Mandeep Punia, a freelance journalist, was arrested and will be produced in court. Dharmender Singh, who works for Online News India, was detained and let go at 5 am on Sunday.
New Delhi: The Delhi police on Saturday detained two journalists covering the ongoing farmers’ agitation at Delhi’s Singhu border. While one of them, Mandeep Punia is a freelance journalist and contributor to the Caravan magazine, another journalist, Dharmender Singh, is a Delhi-based journalist who works for Online News India.
Punia, according to the editors of the Caravan magazine, was on the ground gathering information about the violence that was reported at the protest site two days ago. A group of around 150 men claiming to be “local residents” had managed to get past three layers of security barricades on January 29 and reach the protest site at the Singhu border.
They had staged a brief protest of their own claiming that the farmers’ agitation had affected their livelihood, and within no time had clashed with farm protesters. All this happened in full view of the police, with videos showing that the police were silent spectators when the group began pelting stones at the farmers. Leaders of farmers’ union have claimed that the mob was “sponsored” by the BJP and RSS.
Soon after the news broke about Punia’s detention and a video of him being dragged across the barricade went viral, Hartosh Bal, the political editor of Caravan magazine posted on Twitter that Punia had spent the entire day trying to verify the truth behind the protest. “We’ve learnt Mandeep had spent the morning trying to track down those from BJP claiming to be ‘locals’ at Singhu,” Bal tweeted.
He also wrote that the magazine was informed by Additional DCP J. Meena that an FIR (no: 52/21) was registered at the Alipur police station and section 186, 332, and 353 of the Indian Penal Code were slapped on Punia. All three sections correspond to obstructing any public servant in the discharge of his public function and are bailable offences.
Until late on Saturday, there was no clarity on whether Punia and Singh were arrested or simply detained and eventually allowed to go. In one of his late-night updates, Bal tweeted that the magazine has since been trying to find out precise information from the Delhi Police about Punia’s whereabouts and at least until 11 pm, the organisation was waiting to hear from the police.
But on Sunday morning, the magazine was informed that Punia was formally arrested and would be produced before a magistrate.
According to the Indian Express, Singh was released at 5 am. A Newslaundry reporter said that Singh was released after signing an undertaking which said “he will not do anything like this in future”. It is not clear which actions of Singh the undertaking refers to.
According to reports, a protest has been planned at the Delhi police’ Patel Chowk headquarters.
Congress leader Priyanka Gandhi Vadra said the BJP is trying to “crush” the farmers’ movement, criticising the cases filed against journalists.
“[The government has] forgotten that if you try to suppress a voice, many more will rise up against your atrocities,” she said.
On Sunday afternoon, reports said that Poonia was sent to judicial custody without his defence lawyer being present. The lawyer claimed that he was informed Poonia would be presented in court at 2 pm, but was produced earlier.
Over the past few days, sedition cases have been slapped on journalists for sharing “unverified” news during the farmers’ tractor rally in Delhi on January 26.
The FIRs were filed in relation to the reporting of the death of a farmer at the tractor rally. Some early reports had suggested that a young farmer, named Navreet Singh, had died from a police bullet. Later, it was claimed that he died because his tractor overturned.
The FIRs were filed across three BJP-ruled states, and also Delhi, against Congress MP Shashi Tharoor, India Today journalist Rajdeep Sardesai, National Herald’s senior consulting editor Mrinal Pande, Qaumi Awaz editor Zafar Agha, the Caravan magazine’s editor and founder Paresh Nath, its editor Anant Nath and executive editor Vinod K. Jose, and one unnamed person.
On Sunday, the Uttar Pradesh police filed a separate FIR against Siddharth Varadarajan, founding editor of The Wire. The UP police registered a case against Varadarajan for tweeting about what the grandfather of Navreet Singh had said on the record.
Several media organisations have criticised the filing of cases against journalists, comparing the situation to an ‘undeclared emergency’.
“These charges are meant not only to intimidate and harass the journalists but to also to terrorise professionals, to make you afraid to do your job,” said Seema Mustafa, president of the Editor’s Guild of India.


## Task instructions
Copy the data exactly. Images are the one exception.
= = =
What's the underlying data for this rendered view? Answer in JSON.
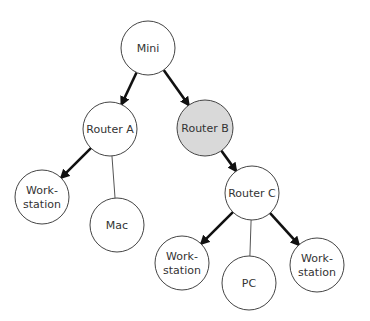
{
  "diagram": {
    "type": "network-tree",
    "colors": {
      "node_fill": "#ffffff",
      "highlight_fill": "#d9d9d9",
      "stroke": "#444444",
      "bold_edge": "#111111",
      "thin_edge": "#555555"
    },
    "nodes": [
      {
        "id": "mini",
        "lines": [
          "Mini"
        ],
        "cx": 148,
        "cy": 48,
        "r": 27,
        "highlight": false
      },
      {
        "id": "router-a",
        "lines": [
          "Router A"
        ],
        "cx": 110,
        "cy": 129,
        "r": 27,
        "highlight": false
      },
      {
        "id": "router-b",
        "lines": [
          "Router B"
        ],
        "cx": 205,
        "cy": 128,
        "r": 28,
        "highlight": true
      },
      {
        "id": "workstation-1",
        "lines": [
          "Work-",
          "station"
        ],
        "cx": 42,
        "cy": 197,
        "r": 27,
        "highlight": false
      },
      {
        "id": "mac",
        "lines": [
          "Mac"
        ],
        "cx": 117,
        "cy": 225,
        "r": 27,
        "highlight": false
      },
      {
        "id": "router-c",
        "lines": [
          "Router C"
        ],
        "cx": 252,
        "cy": 193,
        "r": 27,
        "highlight": false
      },
      {
        "id": "workstation-2",
        "lines": [
          "Work-",
          "station"
        ],
        "cx": 182,
        "cy": 263,
        "r": 27,
        "highlight": false
      },
      {
        "id": "pc",
        "lines": [
          "PC"
        ],
        "cx": 249,
        "cy": 283,
        "r": 27,
        "highlight": false
      },
      {
        "id": "workstation-3",
        "lines": [
          "Work-",
          "station"
        ],
        "cx": 317,
        "cy": 265,
        "r": 27,
        "highlight": false
      }
    ],
    "edges": [
      {
        "from": "mini",
        "to": "router-a",
        "style": "bold-arrow"
      },
      {
        "from": "mini",
        "to": "router-b",
        "style": "bold-arrow"
      },
      {
        "from": "router-a",
        "to": "workstation-1",
        "style": "bold-arrow"
      },
      {
        "from": "router-a",
        "to": "mac",
        "style": "thin"
      },
      {
        "from": "router-b",
        "to": "router-c",
        "style": "bold-arrow"
      },
      {
        "from": "router-c",
        "to": "workstation-2",
        "style": "bold-arrow"
      },
      {
        "from": "router-c",
        "to": "pc",
        "style": "thin"
      },
      {
        "from": "router-c",
        "to": "workstation-3",
        "style": "bold-arrow"
      }
    ]
  }
}
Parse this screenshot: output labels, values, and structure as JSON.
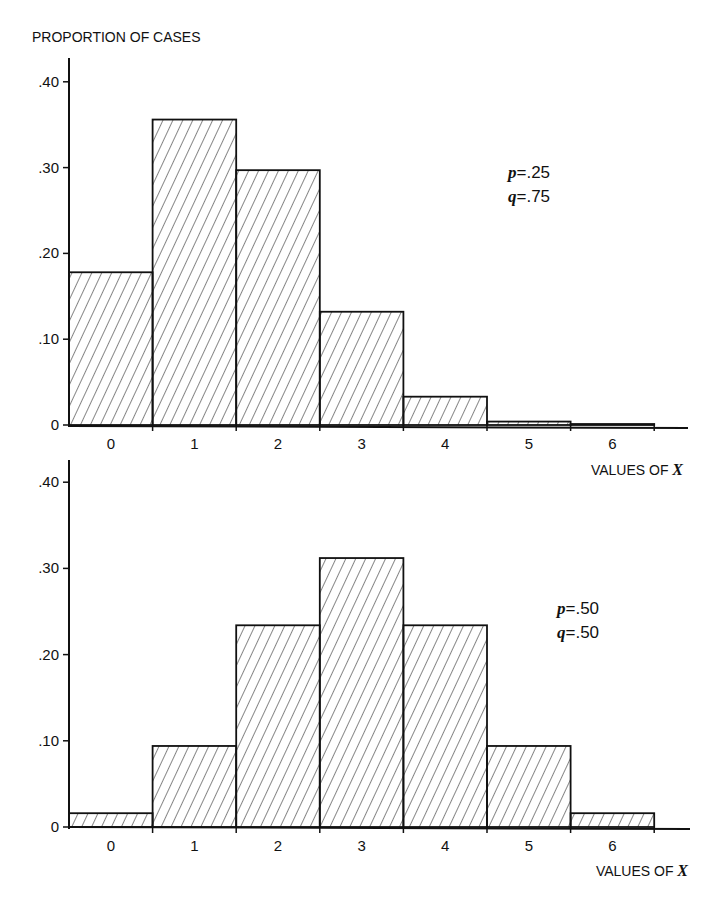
{
  "chart_data": [
    {
      "type": "bar",
      "title": "",
      "ylabel": "PROPORTION OF CASES",
      "xlabel": "VALUES OF X",
      "categories": [
        "0",
        "1",
        "2",
        "3",
        "4",
        "5",
        "6"
      ],
      "values": [
        0.178,
        0.356,
        0.297,
        0.132,
        0.033,
        0.004,
        0.0002
      ],
      "ylim": [
        0,
        0.42
      ],
      "yticks": [
        "0",
        ".10",
        ".20",
        ".30",
        ".40"
      ],
      "annotation": [
        "p = .25",
        "q = .75"
      ],
      "grid": false,
      "style": "hatched histogram"
    },
    {
      "type": "bar",
      "title": "",
      "ylabel": "",
      "xlabel": "VALUES OF X",
      "categories": [
        "0",
        "1",
        "2",
        "3",
        "4",
        "5",
        "6"
      ],
      "values": [
        0.016,
        0.094,
        0.234,
        0.312,
        0.234,
        0.094,
        0.016
      ],
      "ylim": [
        0,
        0.42
      ],
      "yticks": [
        "0",
        ".10",
        ".20",
        ".30",
        ".40"
      ],
      "annotation": [
        "p = .50",
        "q = .50"
      ],
      "grid": false,
      "style": "hatched histogram"
    }
  ],
  "top": {
    "ylabel": "PROPORTION OF CASES",
    "xlabel_prefix": "VALUES OF ",
    "xlabel_var": "X",
    "p_var": "p",
    "p_val": "=.25",
    "q_var": "q",
    "q_val": "=.75",
    "yticks": [
      "0",
      ".10",
      ".20",
      ".30",
      ".40"
    ],
    "xticks": [
      "0",
      "1",
      "2",
      "3",
      "4",
      "5",
      "6"
    ]
  },
  "bottom": {
    "xlabel_prefix": "VALUES OF ",
    "xlabel_var": "X",
    "p_var": "p",
    "p_val": "=.50",
    "q_var": "q",
    "q_val": "=.50",
    "yticks": [
      "0",
      ".10",
      ".20",
      ".30",
      ".40"
    ],
    "xticks": [
      "0",
      "1",
      "2",
      "3",
      "4",
      "5",
      "6"
    ]
  },
  "colors": {
    "ink": "#111111",
    "background": "#ffffff"
  }
}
= = =
## Exercise response
What's the underlying data for this rendered view? Answer in JSON.
{
  "diagram": {
    "type": "network-tree",
    "colors": {
      "node_fill": "#ffffff",
      "highlight_fill": "#d9d9d9",
      "stroke": "#444444",
      "bold_edge": "#111111",
      "thin_edge": "#555555"
    },
    "nodes": [
      {
        "id": "mini",
        "lines": [
          "Mini"
        ],
        "cx": 148,
        "cy": 48,
        "r": 27,
        "highlight": false
      },
      {
        "id": "router-a",
        "lines": [
          "Router A"
        ],
        "cx": 110,
        "cy": 129,
        "r": 27,
        "highlight": false
      },
      {
        "id": "router-b",
        "lines": [
          "Router B"
        ],
        "cx": 205,
        "cy": 128,
        "r": 28,
        "highlight": true
      },
      {
        "id": "workstation-1",
        "lines": [
          "Work-",
          "station"
        ],
        "cx": 42,
        "cy": 197,
        "r": 27,
        "highlight": false
      },
      {
        "id": "mac",
        "lines": [
          "Mac"
        ],
        "cx": 117,
        "cy": 225,
        "r": 27,
        "highlight": false
      },
      {
        "id": "router-c",
        "lines": [
          "Router C"
        ],
        "cx": 252,
        "cy": 193,
        "r": 27,
        "highlight": false
      },
      {
        "id": "workstation-2",
        "lines": [
          "Work-",
          "station"
        ],
        "cx": 182,
        "cy": 263,
        "r": 27,
        "highlight": false
      },
      {
        "id": "pc",
        "lines": [
          "PC"
        ],
        "cx": 249,
        "cy": 283,
        "r": 27,
        "highlight": false
      },
      {
        "id": "workstation-3",
        "lines": [
          "Work-",
          "station"
        ],
        "cx": 317,
        "cy": 265,
        "r": 27,
        "highlight": false
      }
    ],
    "edges": [
      {
        "from": "mini",
        "to": "router-a",
        "style": "bold-arrow"
      },
      {
        "from": "mini",
        "to": "router-b",
        "style": "bold-arrow"
      },
      {
        "from": "router-a",
        "to": "workstation-1",
        "style": "bold-arrow"
      },
      {
        "from": "router-a",
        "to": "mac",
        "style": "thin"
      },
      {
        "from": "router-b",
        "to": "router-c",
        "style": "bold-arrow"
      },
      {
        "from": "router-c",
        "to": "workstation-2",
        "style": "bold-arrow"
      },
      {
        "from": "router-c",
        "to": "pc",
        "style": "thin"
      },
      {
        "from": "router-c",
        "to": "workstation-3",
        "style": "bold-arrow"
      }
    ]
  }
}
Parse this screenshot: output labels, values, and structure as JSON.
{
  "chart_data": [
    {
      "type": "bar",
      "title": "",
      "ylabel": "PROPORTION OF CASES",
      "xlabel": "VALUES OF X",
      "categories": [
        "0",
        "1",
        "2",
        "3",
        "4",
        "5",
        "6"
      ],
      "values": [
        0.178,
        0.356,
        0.297,
        0.132,
        0.033,
        0.004,
        0.0002
      ],
      "ylim": [
        0,
        0.42
      ],
      "yticks": [
        "0",
        ".10",
        ".20",
        ".30",
        ".40"
      ],
      "annotation": [
        "p = .25",
        "q = .75"
      ],
      "grid": false,
      "style": "hatched histogram"
    },
    {
      "type": "bar",
      "title": "",
      "ylabel": "",
      "xlabel": "VALUES OF X",
      "categories": [
        "0",
        "1",
        "2",
        "3",
        "4",
        "5",
        "6"
      ],
      "values": [
        0.016,
        0.094,
        0.234,
        0.312,
        0.234,
        0.094,
        0.016
      ],
      "ylim": [
        0,
        0.42
      ],
      "yticks": [
        "0",
        ".10",
        ".20",
        ".30",
        ".40"
      ],
      "annotation": [
        "p = .50",
        "q = .50"
      ],
      "grid": false,
      "style": "hatched histogram"
    }
  ],
  "top": {
    "ylabel": "PROPORTION OF CASES",
    "xlabel_prefix": "VALUES OF ",
    "xlabel_var": "X",
    "p_var": "p",
    "p_val": "=.25",
    "q_var": "q",
    "q_val": "=.75",
    "yticks": [
      "0",
      ".10",
      ".20",
      ".30",
      ".40"
    ],
    "xticks": [
      "0",
      "1",
      "2",
      "3",
      "4",
      "5",
      "6"
    ]
  },
  "bottom": {
    "xlabel_prefix": "VALUES OF ",
    "xlabel_var": "X",
    "p_var": "p",
    "p_val": "=.50",
    "q_var": "q",
    "q_val": "=.50",
    "yticks": [
      "0",
      ".10",
      ".20",
      ".30",
      ".40"
    ],
    "xticks": [
      "0",
      "1",
      "2",
      "3",
      "4",
      "5",
      "6"
    ]
  },
  "colors": {
    "ink": "#111111",
    "background": "#ffffff"
  }
}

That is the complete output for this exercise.